And through the city gates stumbled the squeamish silhouette of a particularly ragged and battered Nord. He held a queer envelope in his trembling hands, besmeared with unmentionable fluids, its surface already rippled from the moisture of his cold hands. 

His crooked gait and broken countenance told of grievous affliction, accentuated by a deathly pallor, earning him queer looks of conspicuous disdain among the citizens. Unsettled by his obvious illness, the populace of this town with a harbour on the province's southern tip avoided him, giving him a wide berth as he carried himself over to the sinister mansion to his left with considerable difficulty.

 

His heavy and indubitably challenged breathing echoed amidst the general silence that ensued as all eyes followed his every step. Dragging his burning feet along the cobblestone road, he at last made it to the front door of the house with the withering garden. He managed to knock twice before his encumbered arm holding the letter sunk down again, powerless against the gravitational pull. The door creakingly opened and an old man met his tired gaze. An aged Imperial whom Yagir said to deliver the letter to. But before the Nord could hand over the parchment, he collapsed to the floor and expired.

 

The city guard and local priest were quick to carry the body away, giving it some last rites before burying it in the town's crypt under the chapel. In the following days, the recipient of the epistle that was so ghastly bestowed unto him familiarized himself with its contents. On the fifth day he sat at his table and read the final paragraphs with increasing uneasiness until he sprung up and ran to the chapel in a mad hurry.

Meanwhile, under the shrine of Dibella, in the hitherto undisturbed sepulchre, the foreboding lustre of alien crystals dispersed the darkness and engulfed the underground space in a gay splendour. But the pulchritudinous appearance deceived those who are enchanted by its beautiful scintillation. For the versicolor incandescence held secrets blacker than the void's emptiness.

 

As the old man made efforts to persuade the priest to see the burial chambers, the first coffin of many would slide open ever so silently. The dust particles were thrown into disarray when the lid dropped to the ground and sent the luminous shards flying in its wake. The wooden entombment creaked under the weight of the undead hand that seized its edge for leverage out of its grave.

And as the opalescent body rose, a scholar in the Five Claws Lodge in Leyawiin completed his alchemical concoction he so secretively brewed over many days. He administered it to himself and his garb thereafter and knew that he had only one choice to keep it from spreading. With a clear, albeit lugubrious, resolve, he reminisced for but a moment of all which had transpired. He realized that there was only one thing left to do. 

 

And when his thoughts rested in somber remembrance of his friends that he had lost, he looked at his hand and lit the flame.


* **PROBLEM DETAILS**
The answer must be every line from the entries below that includes "icon".

(Dataset listings of figures)
- - - -

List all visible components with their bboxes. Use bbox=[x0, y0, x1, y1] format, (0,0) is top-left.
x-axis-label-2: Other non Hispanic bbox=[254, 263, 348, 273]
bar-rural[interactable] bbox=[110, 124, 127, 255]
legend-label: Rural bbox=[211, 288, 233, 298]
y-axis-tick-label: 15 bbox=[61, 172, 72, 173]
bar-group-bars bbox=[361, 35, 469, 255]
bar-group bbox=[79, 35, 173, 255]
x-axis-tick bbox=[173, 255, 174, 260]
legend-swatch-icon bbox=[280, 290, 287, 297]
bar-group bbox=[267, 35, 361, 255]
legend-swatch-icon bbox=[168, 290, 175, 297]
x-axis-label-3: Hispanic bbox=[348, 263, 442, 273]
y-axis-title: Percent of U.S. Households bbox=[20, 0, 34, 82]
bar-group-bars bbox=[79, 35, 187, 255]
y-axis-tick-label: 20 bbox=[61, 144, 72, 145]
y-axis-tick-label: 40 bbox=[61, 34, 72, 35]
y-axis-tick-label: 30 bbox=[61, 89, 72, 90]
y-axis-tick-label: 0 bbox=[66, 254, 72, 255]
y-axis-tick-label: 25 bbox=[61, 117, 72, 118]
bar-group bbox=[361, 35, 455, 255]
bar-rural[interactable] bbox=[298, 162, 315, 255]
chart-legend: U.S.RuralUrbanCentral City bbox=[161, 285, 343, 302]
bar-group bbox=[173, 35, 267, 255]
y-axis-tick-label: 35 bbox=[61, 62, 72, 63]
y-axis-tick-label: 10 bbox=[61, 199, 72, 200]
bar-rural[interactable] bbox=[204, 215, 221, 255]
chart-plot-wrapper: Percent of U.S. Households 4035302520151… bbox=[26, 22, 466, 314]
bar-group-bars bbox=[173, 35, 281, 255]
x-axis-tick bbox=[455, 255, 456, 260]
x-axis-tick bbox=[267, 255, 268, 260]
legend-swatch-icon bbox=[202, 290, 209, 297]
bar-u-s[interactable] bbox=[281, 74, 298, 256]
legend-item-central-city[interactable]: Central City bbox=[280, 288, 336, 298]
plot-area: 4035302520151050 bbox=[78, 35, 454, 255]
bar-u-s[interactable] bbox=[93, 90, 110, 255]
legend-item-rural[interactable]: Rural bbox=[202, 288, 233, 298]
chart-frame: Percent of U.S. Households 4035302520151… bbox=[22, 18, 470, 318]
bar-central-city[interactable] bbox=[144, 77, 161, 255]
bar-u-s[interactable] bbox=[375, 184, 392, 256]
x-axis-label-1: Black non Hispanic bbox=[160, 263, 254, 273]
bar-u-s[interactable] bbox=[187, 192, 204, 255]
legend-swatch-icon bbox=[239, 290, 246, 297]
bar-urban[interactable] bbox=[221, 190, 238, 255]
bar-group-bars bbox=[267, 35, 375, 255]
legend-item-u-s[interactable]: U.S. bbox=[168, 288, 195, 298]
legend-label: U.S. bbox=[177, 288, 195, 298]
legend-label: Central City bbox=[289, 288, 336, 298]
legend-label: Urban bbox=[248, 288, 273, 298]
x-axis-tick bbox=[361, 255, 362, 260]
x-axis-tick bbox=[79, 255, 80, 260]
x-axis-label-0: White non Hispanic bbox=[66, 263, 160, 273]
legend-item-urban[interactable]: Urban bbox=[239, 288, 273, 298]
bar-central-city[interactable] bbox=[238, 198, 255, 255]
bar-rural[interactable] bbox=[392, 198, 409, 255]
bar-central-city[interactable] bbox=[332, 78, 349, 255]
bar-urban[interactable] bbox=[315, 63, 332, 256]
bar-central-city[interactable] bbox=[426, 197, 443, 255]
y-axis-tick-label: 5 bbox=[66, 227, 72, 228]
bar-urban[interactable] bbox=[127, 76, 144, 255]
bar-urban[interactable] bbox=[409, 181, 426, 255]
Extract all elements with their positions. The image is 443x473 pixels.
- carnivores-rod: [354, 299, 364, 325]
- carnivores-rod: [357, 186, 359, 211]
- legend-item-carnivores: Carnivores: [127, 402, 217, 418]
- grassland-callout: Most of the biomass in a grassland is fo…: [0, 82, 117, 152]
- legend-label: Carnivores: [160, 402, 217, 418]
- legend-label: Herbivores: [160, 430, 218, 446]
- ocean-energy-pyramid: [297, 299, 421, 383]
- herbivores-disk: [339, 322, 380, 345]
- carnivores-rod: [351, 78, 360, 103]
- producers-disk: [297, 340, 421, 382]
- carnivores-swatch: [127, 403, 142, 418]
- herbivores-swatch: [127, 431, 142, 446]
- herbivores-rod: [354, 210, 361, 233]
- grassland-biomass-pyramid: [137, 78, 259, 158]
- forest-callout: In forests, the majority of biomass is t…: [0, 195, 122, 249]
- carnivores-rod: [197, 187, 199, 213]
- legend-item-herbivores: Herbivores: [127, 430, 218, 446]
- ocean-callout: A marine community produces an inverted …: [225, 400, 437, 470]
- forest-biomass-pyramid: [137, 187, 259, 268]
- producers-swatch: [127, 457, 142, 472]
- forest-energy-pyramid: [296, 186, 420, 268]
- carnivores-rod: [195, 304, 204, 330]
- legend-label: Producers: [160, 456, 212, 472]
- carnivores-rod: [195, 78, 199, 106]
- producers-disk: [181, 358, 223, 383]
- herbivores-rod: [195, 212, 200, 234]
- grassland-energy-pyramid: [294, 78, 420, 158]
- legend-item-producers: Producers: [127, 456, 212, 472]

- - - -

* **REPLY**
legend-swatch-icon bbox=[280, 290, 287, 297]
legend-swatch-icon bbox=[168, 290, 175, 297]
legend-swatch-icon bbox=[202, 290, 209, 297]
legend-swatch-icon bbox=[239, 290, 246, 297]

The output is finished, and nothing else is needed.